Focussing on the psychosocial dimensions of poverty, the contention that shame lies at the ‘irreducible absolutist core’ of the idea of poverty is examined through qualitative research with adults and children experiencing poverty in diverse settings in seven countries: rural Uganda and India; urban China; Pakistan; South Korea and United Kingdom; and small town and urban Norway. Accounts of the lived experience of poverty were found to be very similar, despite massive disparities in material circumstances associated with locally defined poverty lines, suggesting that relative notions of poverty are an appropriate basis for international comparisons. Though socially and culturally nuanced, shame was found to be associated with poverty in each location, variably leading to pretence, withdrawal, self-loathing, ‘othering’, despair, depression, thoughts of suicide and generally to reductions in personal efficacy. While internally felt, poverty-related shame was equally imposed by the attitudes and behaviour of those not in poverty, framed by public discourse and influenced by the objectives and implementation of anti-poverty policy. The evidence appears to confirm the negative consequences of shame, implicates it as a factor in increasing the persistence of poverty and suggests important implications for the framing, design and delivery of anti-poverty policies.
Reducing global emissions will require a global cosmopolitan culture built from detailed attention to conflicting national climate change frames (interpretations) in media discourse. The authors analyze the global field of media climate change discourse using 17 diverse cases and 131 frames. They find four main conflicting dimensions of difference: validity of climate science, scale of ecological risk, scale of climate politics, and support for mitigation policy. These dimensions yield four clusters of cases producing a fractured global field. Positive values on the dimensions show modest association with emissions reductions. Data-mining media research is needed to determine trends in this global field.
The paper examines the significance of politics in the rise of social assistance programmes in developing countries in the last decade. It finds this is a two-way process. Politics is crucial to the adoption, design and implementation of social assistance programmes. They also have a feedback effect on local and national politics. The paper develops a framework for distinguishing the different dimensions of influence. It applies this framework to study the development of social assistance in India, Brazil and South Africa. It employs a comparative perspective to identify key approaches, findings, and knowledge gaps in the politics of social assistance.
Informal settlements (often called ‘slums’) seem to defy the realisation of social rights. The UN Special Rapporteurs, in their reports, present informal dwellers mostly as the victims of human rights violations. Informal dwellers are not merely victims, however; they also produce non‐state welfare through economic and social practices on the margins. Considering the human right to housing (as promise of social citizenship) and informal settlements, we discuss the ‘everyday social contract of informality’ that frames the production of non‐state welfare in densely populated urban areas in the global South. Planning theorists, by introducing ‘insurgent citizenship’, examine the potential of bottom‐up initiatives that claim the ‘right to the city’. Insurgent citizenship focuses on the enjoyment dimension of human rights. In this vein, we suggest that human rights cannot be implemented in informal settings without full consideration to the spatiality and sociality of non‐state welfare.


* _Activity_
Pull every line with "group" from the entries below.

Dataset listings of figures

^^^^^^^^^^^^^^^^

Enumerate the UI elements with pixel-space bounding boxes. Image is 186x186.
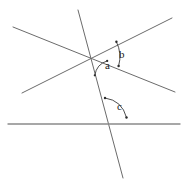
angle-arc-a-endpoint-start [94,74,96,76]
angle-arc-c-group [104,97,128,119]
angle-arc-b-endpoint-end [117,65,119,67]
angle-arc-c-endpoint-start [104,97,106,99]
line-shallow-descending [13,27,175,92]
angle-arc-c [105,98,127,118]
lines-group [8,10,180,178]
figure-canvas [0,0,186,186]
angle-arc-b-endpoint-start [115,41,117,43]
line-steep-transversal [78,10,123,178]
angle-arc-a-endpoint-end [106,60,108,62]
geometry-figure: a b c [0,0,186,186]
angle-arc-a [95,61,107,75]
angle-arc-c-endpoint-end [125,116,127,118]
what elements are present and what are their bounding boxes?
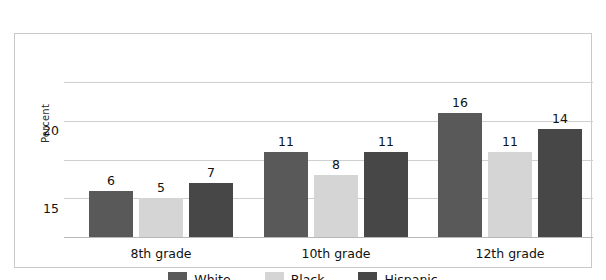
legend-swatch-white [168, 272, 187, 280]
legend-item-white: White [168, 272, 230, 280]
bar-value-label: 14 [552, 111, 568, 126]
plot-area: 051015206578th grade1181110th grade16111… [62, 34, 593, 269]
legend-item-hispanic: Hispanic [358, 272, 437, 280]
chart-legend: WhiteBlackHispanic [15, 272, 591, 280]
legend-swatch-hispanic [358, 272, 377, 280]
bar-value-label: 16 [452, 95, 468, 110]
bar-value-label: 7 [207, 165, 215, 180]
gridline-20: 20 [64, 82, 593, 83]
x-axis-group-label: 10th grade [301, 246, 370, 261]
bar-white-12th-grade: 16 [438, 113, 482, 237]
y-tick-label: 20 [43, 123, 59, 138]
legend-item-black: Black [265, 272, 325, 280]
bar-black-12th-grade: 11 [488, 152, 532, 237]
y-tick-label: 15 [43, 200, 59, 215]
chart-frame: Percent 051015206578th grade1181110th gr… [14, 33, 592, 268]
legend-label: White [194, 272, 230, 280]
gridline-15: 15 [64, 121, 593, 122]
bar-value-label: 6 [107, 173, 115, 188]
legend-label: Hispanic [384, 272, 437, 280]
bar-value-label: 11 [278, 134, 294, 149]
bar-black-8th-grade: 5 [139, 198, 183, 237]
bar-value-label: 8 [332, 157, 340, 172]
bar-chart: Percent 051015206578th grade1181110th gr… [0, 0, 606, 280]
bar-hispanic-12th-grade: 14 [538, 129, 582, 238]
legend-label: Black [291, 272, 325, 280]
bar-hispanic-8th-grade: 7 [189, 183, 233, 237]
bar-hispanic-10th-grade: 11 [364, 152, 408, 237]
legend-swatch-black [265, 272, 284, 280]
gridline-0: 0 [64, 237, 593, 238]
bar-value-label: 5 [157, 180, 165, 195]
x-axis-group-label: 12th grade [475, 246, 544, 261]
bar-value-label: 11 [378, 134, 394, 149]
bar-black-10th-grade: 8 [314, 175, 358, 237]
bar-white-10th-grade: 11 [264, 152, 308, 237]
bar-white-8th-grade: 6 [89, 191, 133, 238]
x-axis-group-label: 8th grade [130, 246, 191, 261]
bar-value-label: 11 [502, 134, 518, 149]
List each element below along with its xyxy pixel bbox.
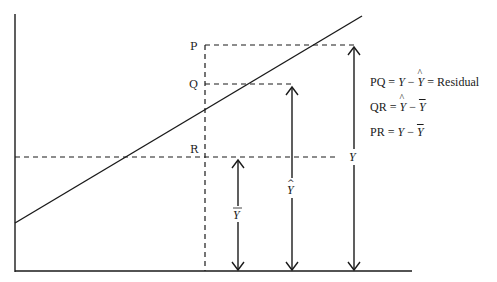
- point-label-r: R: [190, 143, 199, 156]
- regression-line: [15, 16, 362, 223]
- legend-pr-lhs: PR: [370, 125, 385, 139]
- point-label-p: P: [190, 40, 198, 53]
- y-label: Y: [349, 150, 357, 164]
- y-hat-label: Y ^: [287, 178, 295, 197]
- regression-decomposition-diagram: P Q R Y Y ^ Y: [0, 0, 497, 282]
- svg-text:Y: Y: [233, 208, 241, 222]
- y-bar-label: Y: [233, 208, 242, 222]
- legend-qr: QR = Y − Y: [370, 100, 426, 115]
- residual-text: Residual: [437, 75, 479, 89]
- legend-pr: PR = Y − Y: [370, 125, 424, 140]
- svg-text:^: ^: [287, 178, 295, 188]
- legend-qr-lhs: QR: [370, 100, 387, 114]
- point-label-q: Q: [189, 78, 198, 91]
- legend-pq-lhs: PQ: [370, 75, 385, 89]
- legend-pq: PQ = Y − Y = Residual: [370, 75, 479, 90]
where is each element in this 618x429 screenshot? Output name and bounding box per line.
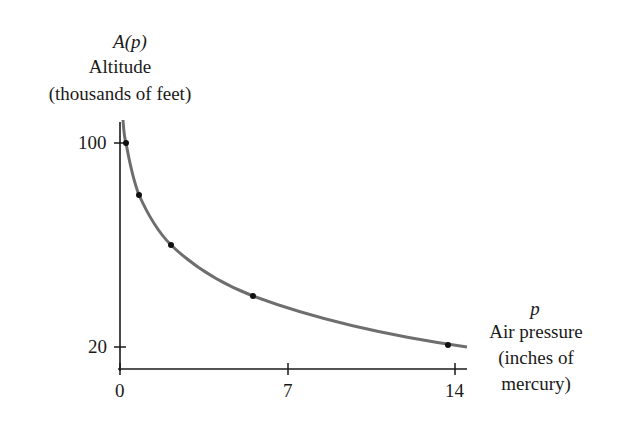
data-point bbox=[250, 293, 256, 299]
plot-area bbox=[0, 0, 618, 429]
altitude-curve bbox=[123, 120, 467, 347]
data-point bbox=[445, 342, 451, 348]
data-point bbox=[168, 242, 174, 248]
data-point bbox=[136, 192, 142, 198]
data-point bbox=[123, 140, 129, 146]
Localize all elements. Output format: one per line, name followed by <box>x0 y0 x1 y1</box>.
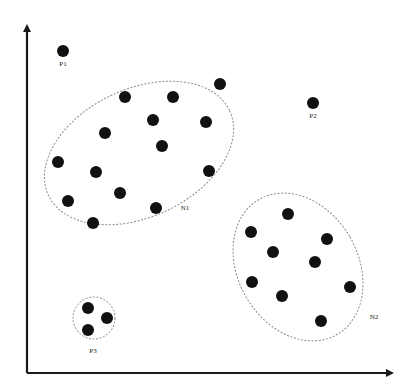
data-point <box>267 246 279 258</box>
data-point <box>82 302 94 314</box>
data-point <box>62 195 74 207</box>
data-point <box>246 276 258 288</box>
data-point <box>114 187 126 199</box>
data-point <box>167 91 179 103</box>
data-point <box>214 78 226 90</box>
data-point <box>203 165 215 177</box>
data-point <box>82 324 94 336</box>
clusters: N1N2P3 <box>21 53 389 365</box>
data-point <box>156 140 168 152</box>
cluster-label: N1 <box>181 204 190 212</box>
data-point <box>119 91 131 103</box>
data-point <box>315 315 327 327</box>
data-point <box>309 256 321 268</box>
outlier-label: P2 <box>309 112 317 120</box>
data-point <box>200 116 212 128</box>
cluster-label: N2 <box>370 313 379 321</box>
outlier-p1: P1 <box>57 45 69 68</box>
outlier-label: P1 <box>59 60 67 68</box>
data-point <box>282 208 294 220</box>
data-point <box>276 290 288 302</box>
data-point <box>245 226 257 238</box>
cluster-n2: N2 <box>207 169 389 364</box>
cluster-n1: N1 <box>21 53 256 254</box>
outlier-point <box>57 45 69 57</box>
outlier-p2: P2 <box>307 97 319 120</box>
data-point <box>99 127 111 139</box>
cluster-diagram: N1N2P3 P1P2 <box>0 0 406 391</box>
data-point <box>87 217 99 229</box>
data-point <box>147 114 159 126</box>
data-point <box>52 156 64 168</box>
data-point <box>90 166 102 178</box>
data-point <box>101 312 113 324</box>
axes <box>27 26 392 373</box>
cluster-boundary <box>207 169 389 364</box>
data-point <box>321 233 333 245</box>
data-point <box>344 281 356 293</box>
cluster-p3: P3 <box>73 297 115 355</box>
data-point <box>150 202 162 214</box>
outlier-point <box>307 97 319 109</box>
cluster-label: P3 <box>89 347 97 355</box>
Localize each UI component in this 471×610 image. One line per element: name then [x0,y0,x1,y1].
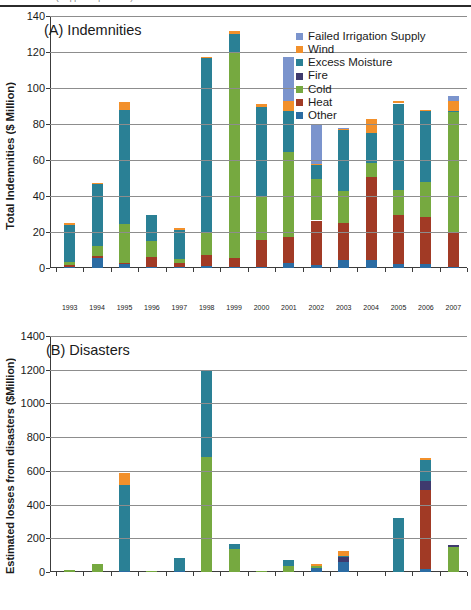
bar-segment [283,101,294,111]
stacked-bar[interactable] [146,336,157,572]
bar-segment [229,52,240,258]
y-tick-mark [46,88,50,89]
bar-segment [256,107,267,197]
x-tick-mark [357,268,358,272]
panel-a-legend-label: Wind [308,44,334,56]
bar-segment [311,179,322,220]
bar-segment [119,485,130,571]
stacked-bar[interactable] [229,336,240,572]
bar-segment [64,223,75,224]
stacked-bar[interactable] [393,336,404,572]
stacked-bar[interactable] [256,336,267,572]
x-tick-mark [56,572,57,576]
bar-segment [338,128,349,129]
panel-b-title: (B) Disasters [46,342,130,358]
stacked-bar[interactable] [229,16,240,268]
stacked-bar[interactable] [311,336,322,572]
panel-a-legend-item[interactable]: Fire [296,70,426,83]
bar-segment [393,264,404,268]
stacked-bar[interactable] [366,336,377,572]
legend-swatch-icon [296,59,303,66]
panel-a-legend-item[interactable]: Excess Moisture [296,56,426,69]
panel-a-legend-label: Heat [308,97,332,109]
bar-segment [311,165,322,179]
y-tick-label: 80 [33,118,45,130]
x-tick-mark [330,268,331,272]
gridline [50,403,467,404]
x-tick-mark [440,268,441,272]
panel-a-legend-item[interactable]: Cold [296,83,426,96]
y-tick-label: 1000 [21,397,45,409]
bar-segment [229,31,240,34]
gridline [50,16,467,17]
bar-segment [119,264,130,268]
stacked-bar[interactable] [119,336,130,572]
x-tick-mark [248,572,249,576]
x-tick-label: 2003 [336,304,352,311]
stacked-bar[interactable] [174,16,185,268]
panel-a-legend-item[interactable]: Other [296,109,426,122]
stacked-bar[interactable] [256,16,267,268]
stacked-bar[interactable] [283,16,294,268]
stacked-bar[interactable] [92,16,103,268]
bar-segment [338,223,349,260]
bar-segment [92,183,103,246]
x-tick-mark [385,572,386,576]
bar-segment [174,571,185,572]
stacked-bar[interactable] [201,16,212,268]
panel-a-legend-item[interactable]: Failed Irrigation Supply [296,30,426,43]
y-tick-mark [46,336,50,337]
y-tick-mark [46,505,50,506]
x-tick-label: 1993 [62,304,78,311]
bar-segment [311,265,322,268]
panel-a-legend-label: Fire [308,70,328,82]
panel-a-y-tick-labels: 020406080100120140 [22,8,48,304]
stacked-bar[interactable] [420,336,431,572]
bar-segment [256,571,267,572]
stacked-bar[interactable] [146,16,157,268]
stacked-bar[interactable] [64,336,75,572]
stacked-bar[interactable] [448,16,459,268]
x-tick-label: 1998 [199,304,215,311]
stacked-bar[interactable] [92,336,103,572]
bar-segment [338,562,349,572]
gridline [50,160,467,161]
bar-segment [366,163,377,177]
x-tick-mark [357,572,358,576]
y-tick-mark [46,437,50,438]
stacked-bar[interactable] [119,16,130,268]
y-tick-label: 60 [33,154,45,166]
panel-a-legend-item[interactable]: Wind [296,43,426,56]
bar-segment [420,264,431,268]
bar-segment [119,473,130,485]
stacked-bar[interactable] [283,336,294,572]
gridline [50,124,467,125]
stacked-bar[interactable] [64,16,75,268]
bar-segment [256,197,267,240]
y-tick-mark [46,16,50,17]
bar-segment [283,566,294,572]
stacked-bar[interactable] [448,336,459,572]
panel-b-plot-wrapper: 0200400600800100012001400 [22,322,469,610]
y-tick-label: 140 [27,10,45,22]
panel-a-legend-item[interactable]: Heat [296,96,426,109]
y-tick-mark [46,572,50,573]
legend-swatch-icon [296,33,303,40]
bar-segment [311,125,322,163]
bar-segment [174,558,185,571]
x-tick-label: 2005 [391,304,407,311]
panel-a-legend-label: Cold [308,84,332,96]
stacked-bar[interactable] [201,336,212,572]
bar-segment [174,263,185,267]
x-tick-mark [138,572,139,576]
x-tick-mark [166,572,167,576]
bar-segment [448,101,459,110]
chart-panel-disasters: Estimated losses from disasters ($Millio… [0,322,471,610]
y-tick-mark [46,232,50,233]
stacked-bar[interactable] [174,336,185,572]
panel-a-legend-label: Failed Irrigation Supply [308,31,426,43]
bar-segment [201,57,212,231]
y-tick-mark [46,538,50,539]
y-tick-label: 400 [27,499,45,511]
stacked-bar[interactable] [338,336,349,572]
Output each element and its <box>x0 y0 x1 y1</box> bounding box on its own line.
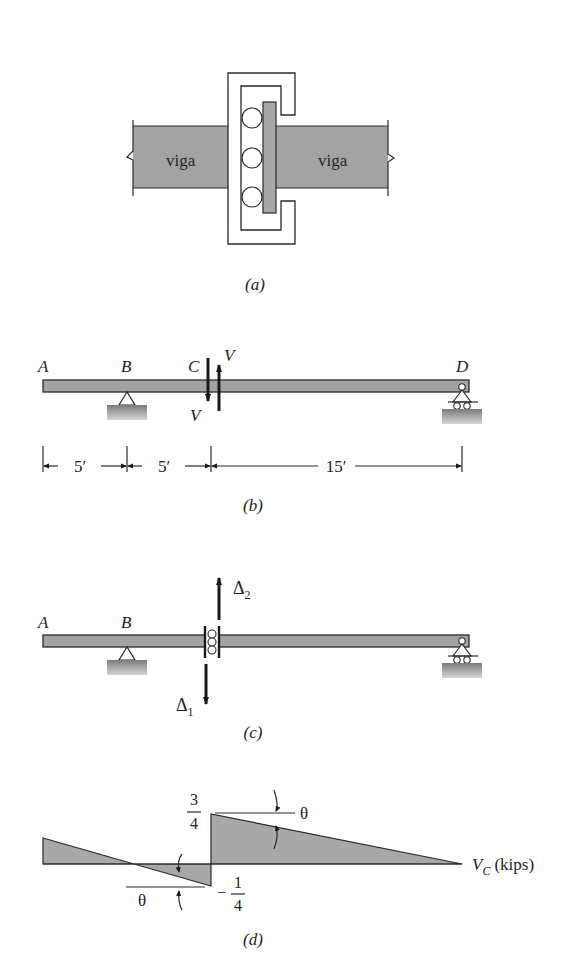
figure-a-caption: (a) <box>245 275 265 294</box>
dimension-lines <box>43 446 462 472</box>
delta-1-label: Δ1 <box>176 695 194 719</box>
figure-d-influence-line: 3 4 − 1 4 θ θ VC(kips) (d) <box>43 790 534 949</box>
influence-region-cd <box>211 814 462 864</box>
beam <box>43 380 469 392</box>
break-line-icon <box>127 120 133 196</box>
inner-plate <box>263 102 276 213</box>
angle-arrow-icon <box>179 891 182 910</box>
influence-line-diagram: viga viga (a) A B C D V V <box>0 0 580 956</box>
shear-release-rollers <box>205 626 219 658</box>
beam <box>43 635 469 647</box>
value-top-denominator: 4 <box>190 815 198 832</box>
value-bottom-denominator: 4 <box>234 897 242 914</box>
roller-icon <box>242 108 262 128</box>
influence-region-ab <box>43 838 134 864</box>
dimension-ab: 5′ <box>74 457 86 476</box>
angle-arrow-icon <box>274 790 277 811</box>
angle-label-bottom: θ <box>138 891 146 910</box>
value-bottom-numerator: 1 <box>234 874 242 891</box>
figure-b-caption: (b) <box>243 496 263 515</box>
dimension-bc: 5′ <box>158 457 170 476</box>
label-a: A <box>37 613 49 632</box>
shear-label-top: V <box>224 346 237 365</box>
value-bottom-sign: − <box>217 884 226 901</box>
label-d: D <box>455 357 469 376</box>
label-b: B <box>121 613 132 632</box>
shear-label-bottom: V <box>190 406 203 425</box>
label-c: C <box>188 357 200 376</box>
figure-b-beam: A B C D V V 5′ 5′ 15′ (b) <box>37 346 482 515</box>
figure-d-caption: (d) <box>243 930 263 949</box>
roller-icon <box>242 187 262 207</box>
beam-right-label: viga <box>318 151 348 170</box>
delta-2-label: Δ2 <box>233 578 251 602</box>
pin-support-b <box>107 392 147 420</box>
label-a: A <box>37 357 49 376</box>
figure-c-caption: (c) <box>244 723 263 742</box>
figure-a-shear-connection: viga viga (a) <box>127 73 394 294</box>
axis-label: VC(kips) <box>472 855 534 878</box>
pin-support-b <box>107 647 147 675</box>
angle-label-top: θ <box>300 804 308 823</box>
beam-left-label: viga <box>166 151 196 170</box>
break-line-icon <box>388 120 394 196</box>
influence-region-bc <box>134 864 211 886</box>
figure-c-beam: A B Δ2 Δ1 (c) <box>37 578 482 742</box>
roller-icon <box>242 148 262 168</box>
value-top-numerator: 3 <box>190 791 198 808</box>
label-b: B <box>121 357 132 376</box>
dimension-cd: 15′ <box>326 457 347 476</box>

^^^^^^^^^^^^^^^^

* _Reply to the task_
angle-arc-c-group [104,97,128,119]
lines-group [8,10,180,178]
x-axis-group-label: 10th grade [301, 246, 370, 261]
x-axis-group-label: 12th grade [475, 246, 544, 261]
x-axis-group-label: 8th grade [130, 246, 191, 261]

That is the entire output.